Fri 14 Nov 2008
On target
There were always a few cynics, me included, who believed that the government’s 2016 target for ‘carbon neutral’ new homes was a joke. This had nothing to do with me being in denial about climate change. It was all about facing up to political and industrial realities.Unfortunately, when the market was bowling along nicely and we were all making money, it was very easy to act piously green and swallow stupid government targets, even when they were transparently ill-conceived and impossible to meet.
Now, though, everything has changed. The recession is bleeding the industry white, and every issue is now life-or-death, including the green targets. It is being said openly – and truthfully – that economic circumstances have transcended the woolly-minded wish-list that is the 2016 green agenda. Survival is the name of the game. If we eventually get through this crisis, there will not be the industrial capacity or management will to embrace building and production methods that were, in reality, probably never going to help save polar bears nor stop the arctic turning into a branch of Cornwall.
When I voiced this opinion a couple of years back, I was immediately accused of that most heinous of thought crimes: denying climate change. As it happens, I have always been strongly convinced that the planet’s climate is changing and that we, the human race, need to modify our behaviour in order to adapt to it and, where possible, limit the damage. But, as with matters of race and religion, speaking one’s own mind rapidly became socially and politically unacceptable. We were not allowed to discuss climate change in the context of the planet’s known historical life-cycle. Oh, no. We all had to adopt every barmy, Earth-saving panic measure on offer or face accusations of wanting to murder our own grandchildren. It was in this febrile atmosphere that the 2016 targets were set. And since they were set, they have been leading us all down a course of largely pointless and very expensive change. Well, now reality has bitten.
I am honestly not just another grumpy old man who thinks it’s all a conspiracy got up by tree-huggers. In May 2005, I had the great privilege of launching onto an unsuspecting world the Barratt EcoSmart Village in Lancashire – the first serious attempt by a major developer to build and evaluate homes featuring just about every green measure then available. It cost millions to do and, with the help of the University of Manchester, operated as a truly independent test-bed. We were able to see what worked, what didn’t and, of equal importance, what people were prepared to pay for. It was while steeped for months in this huge project that I realised certain technologies – like solar arrays – have the potential to work very well for the planet, while others, like wind turbines, will never even recover their own carbon footprint. This was a unique insight – an insight that the rest of the industry and most of the public seemed to be missing. They were too busy buying every crackpot idea, every pointless, destructive measure, every hair-shirted prophecy of doom that Greenpeace and most of the other blindly-panicking eco-nutters cared to insist was vital for our survival. This is why, for example, we’ll probably be spending billions to rid our crowded island of a forest of rusting, useless windfarms in about 25 years time. (By then, of course, the windfarm promoters will have copped all the subsidies and premiums and done a runner – unless, of course, the reality that is biting us bites them too.)
It is no co-incidence that Barratt, the company which gave us the EcoSmart Village, is the first UK housebuilder to create a home reaching Code for Sustainable Homes Level 6. Having been EcoSmart in Lancashire and got the tee-shirt, they saw exactly how much work was going to be involved in getting anywhere near those 2016 targets. I fervently hope their reward will be healthy, premium sales to customers eager to buy into sustainability.
For those of us with a much bigger mountain to climb, I hope the economic crisis continues to push 2016 down the agenda and that the government and the eco-warriors make use of the delay to recognise that what our planet really needs is far-reaching energy solutions that will protect and preserve it for future generations; that it requires political action on a global scale to control world population, to urgently reduce industrial emissions from industrial and emerging nations, to prevent the continuing rape of the rainforests and to educate all of us out of the dreadfully wasteful existences most of us lead.
What the planet doesn’t need is half-baked environmental policy like the 2016 targets.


- [Assignment]:
The string "boxes" may appear in lines of the entries below. Report how many lines hold it, with only the number.

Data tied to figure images
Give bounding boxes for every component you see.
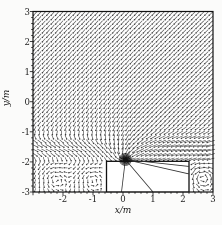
x-tick-label: 0 [114,194,132,204]
y-tick-label: -2 [12,157,30,167]
y-tick-label: 2 [12,37,30,47]
vector-field-canvas [0,0,222,225]
x-axis-label: x/m [103,205,143,215]
x-tick-label: 1 [144,194,162,204]
quiver-figure: -2-101233210-1-2-3 x/m y/m [0,0,222,225]
x-tick-label: 2 [174,194,192,204]
y-tick-label: 0 [12,97,30,107]
y-tick-label: -1 [12,127,30,137]
x-tick-label: 3 [204,194,222,204]
x-tick-label: -1 [84,194,102,204]
y-tick-label: -3 [12,187,30,197]
y-axis-label: y/m [1,85,11,111]
y-tick-label: 3 [12,7,30,17]
x-tick-label: -2 [54,194,72,204]
y-tick-label: 1 [12,67,30,77]
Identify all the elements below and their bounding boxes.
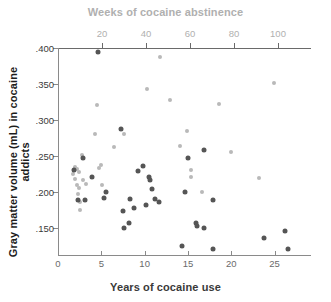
data-point [82,198,87,203]
data-point [78,208,82,212]
data-point [189,168,193,172]
data-point [179,244,184,249]
data-point [189,175,193,179]
data-point [262,236,267,241]
data-point [140,163,145,168]
data-point [272,81,276,85]
data-point [112,145,116,149]
data-point [257,176,261,180]
data-point [200,190,204,194]
data-point [145,87,149,91]
data-point [211,246,216,251]
data-point [135,168,140,173]
data-point [120,209,125,214]
data-point [283,229,288,234]
data-point [149,186,154,191]
data-point [182,190,187,195]
data-point [84,182,88,186]
data-point [185,129,189,133]
scatter-chart: Weeks of cocaine abstinence Years of coc… [0,0,331,302]
data-point [201,148,206,153]
data-point [178,144,182,148]
data-point [103,189,108,194]
data-point [81,155,86,160]
data-point [77,170,81,174]
data-point [119,126,124,131]
data-point [73,177,77,181]
data-point [100,183,104,187]
data-point [127,221,132,226]
data-point [157,199,162,204]
data-point [143,202,148,207]
data-point [147,177,152,182]
data-point [211,198,216,203]
data-point [195,223,200,228]
data-point [76,192,80,196]
data-point [158,55,162,59]
data-point [99,163,103,167]
data-point [71,168,76,173]
data-point [132,205,137,210]
data-point [127,196,132,201]
data-point [89,175,94,180]
data-point [77,186,81,190]
data-point [185,155,190,160]
data-point [95,103,99,107]
data-point [93,132,97,136]
data-point [101,196,106,201]
data-point [217,102,221,106]
data-point [168,98,172,102]
data-point [75,198,80,203]
data-point [95,49,100,54]
data-point [285,247,290,252]
data-point [122,132,126,136]
data-point [202,225,207,230]
plot-area [0,0,331,302]
data-point [229,150,233,154]
data-point [121,226,126,231]
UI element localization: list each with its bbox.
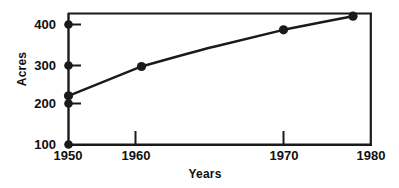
x-axis-title: Years: [155, 167, 255, 181]
data-point-1950: [64, 91, 73, 100]
x-tick-label-1950: 1950: [41, 148, 95, 163]
y-axis-title: Acres: [15, 39, 29, 99]
data-point-1970: [279, 25, 288, 34]
acres-vs-years-line-chart: 400 300 200 100 1950 1960 1970 1980 Acre…: [0, 0, 399, 188]
y-tick-label-400: 400: [14, 17, 56, 32]
x-axis-ticks: [136, 131, 284, 144]
x-tick-label-1960: 1960: [109, 148, 163, 163]
data-point-1960: [137, 62, 146, 71]
data-point-1978: [348, 12, 357, 21]
x-tick-label-1980: 1980: [344, 148, 398, 163]
plot-frame: [68, 13, 372, 146]
x-tick-label-1970: 1970: [257, 148, 311, 163]
data-series-line: [69, 16, 354, 96]
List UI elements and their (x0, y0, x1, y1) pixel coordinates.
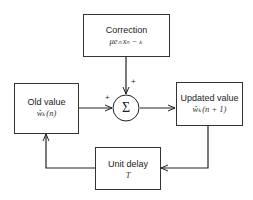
summer-sigma: Σ (113, 101, 139, 115)
summer-sign-left: + (105, 94, 110, 102)
correction-expr: μeₙ xₙ − ₖ (84, 36, 169, 47)
unit-delay-label: Unit delay (96, 159, 160, 170)
old-value-block: Old value ŵₖ(n) (14, 83, 79, 134)
updated-value-label: Updated value (177, 93, 242, 104)
correction-label: Correction (84, 25, 169, 36)
correction-block: Correction μeₙ xₙ − ₖ (83, 14, 170, 57)
unit-delay-block: Unit delay T (95, 147, 161, 190)
summer-sign-top: + (131, 78, 136, 86)
old-value-expr: ŵₖ(n) (15, 108, 78, 119)
unit-delay-expr: T (96, 170, 160, 181)
updated-value-block: Updated value ŵₖ(n + 1) (176, 82, 243, 126)
old-value-label: Old value (15, 97, 78, 108)
updated-value-expr: ŵₖ(n + 1) (177, 104, 242, 115)
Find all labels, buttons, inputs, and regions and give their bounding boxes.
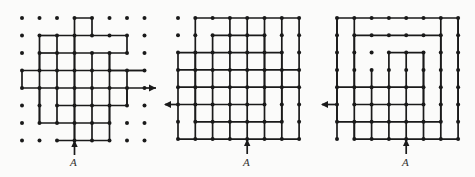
figure-1-exit-arrow-right (145, 85, 157, 92)
figure-3-exit-arrow-left (321, 101, 337, 108)
figure-3-canvas (315, 0, 475, 177)
figure-2: A (160, 0, 315, 177)
diagram-page: A (0, 0, 475, 177)
figure-2-label-a: A (243, 156, 250, 168)
figure-2-canvas (160, 0, 315, 177)
figure-1-label-a: A (70, 156, 77, 168)
figure-3-label-a: A (402, 156, 409, 168)
figure-1-entry-arrow-up (71, 140, 77, 155)
figure-2-entry-arrow-up (244, 139, 250, 154)
figure-1: A (0, 0, 160, 177)
figure-3-entry-arrow-up (403, 139, 409, 154)
figure-2-exit-arrow-left (164, 101, 178, 108)
figure-3: A (315, 0, 475, 177)
figure-1-canvas (0, 0, 160, 177)
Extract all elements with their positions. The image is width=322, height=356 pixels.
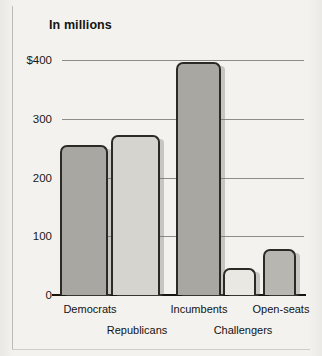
x-axis-label-challengers: Challengers [214,324,273,336]
y-axis-tick-label: 300 [6,113,52,125]
y-axis-tick-label: 100 [6,230,52,242]
x-axis-label-republicans: Republicans [107,324,168,336]
gridline [62,60,304,61]
x-axis-label-open-seats: Open-seats [253,303,310,315]
bar-republicans[interactable] [111,135,160,295]
y-axis-tick-label: $400 [6,54,52,66]
bar-incumbents[interactable] [176,62,221,295]
bar-challengers[interactable] [223,268,256,295]
bar-open-seats[interactable] [263,249,296,295]
plot-area: $4003002001000DemocratsRepublicansIncumb… [0,0,322,356]
x-axis-label-democrats: Democrats [63,303,116,315]
bar-democrats[interactable] [60,145,108,295]
y-axis-tick-label: 0 [6,289,52,301]
bar-chart-figure: In millions $4003002001000DemocratsRepub… [0,0,322,356]
y-axis-tick-label: 200 [6,172,52,184]
x-axis-label-incumbents: Incumbents [171,303,228,315]
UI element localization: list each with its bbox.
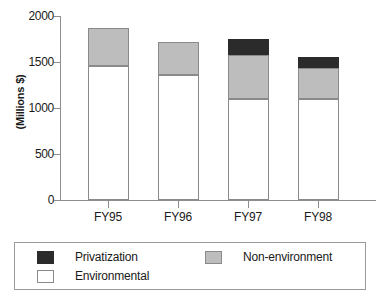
bar-segment-nonenvironment [298,68,339,99]
privatization-swatch-icon [37,251,54,264]
y-tick-label: 0 [16,194,54,206]
bar-segment-nonenvironment [88,28,129,66]
bar-stack-fy98 [298,57,339,200]
x-tick-label-fy95: FY95 [73,210,143,224]
x-tick-label-fy96: FY96 [143,210,213,224]
nonenvironment-swatch-icon [205,251,222,264]
x-tick-mark [108,201,109,208]
legend-item-nonenvironment: Non-environment [205,251,332,264]
bar-segment-environmental [158,75,199,200]
legend-item-environmental: Environmental [37,270,149,283]
y-tick-mark [54,16,61,17]
y-tick-mark [54,200,61,201]
legend-label: Environmental [75,270,149,283]
bar-segment-nonenvironment [228,55,269,99]
bar-segment-environmental [298,99,339,200]
y-axis-tick-labels: 2000 1500 1000 500 0 [10,0,54,232]
stacked-bar-chart: (Millions $) 2000 1500 1000 500 0 [0,0,381,302]
y-tick-label: 500 [16,148,54,160]
y-tick-label: 1000 [16,102,54,114]
bar-segment-privatization [228,39,269,55]
chart-legend: Privatization Environmental Non-environm… [14,242,366,290]
x-tick-mark [248,201,249,208]
x-tick-mark [178,201,179,208]
bar-stack-fy96 [158,42,199,200]
x-tick-mark [318,201,319,208]
bar-segment-environmental [88,66,129,200]
bar-stack-fy97 [228,39,269,200]
plot-area: (Millions $) 2000 1500 1000 500 0 [0,0,381,232]
legend-label: Privatization [75,251,138,264]
legend-item-privatization: Privatization [37,251,138,264]
environmental-swatch-icon [37,270,54,283]
x-tick-label-fy98: FY98 [283,210,353,224]
bar-segment-privatization [298,57,339,68]
y-tick-mark [54,108,61,109]
y-tick-mark [54,62,61,63]
bar-segment-environmental [228,99,269,200]
bar-segment-nonenvironment [158,42,199,75]
x-tick-label-fy97: FY97 [213,210,283,224]
y-tick-mark [54,154,61,155]
y-tick-label: 1500 [16,56,54,68]
bar-stack-fy95 [88,28,129,200]
legend-label: Non-environment [243,251,332,264]
y-tick-label: 2000 [16,10,54,22]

- [Exercise result]:
3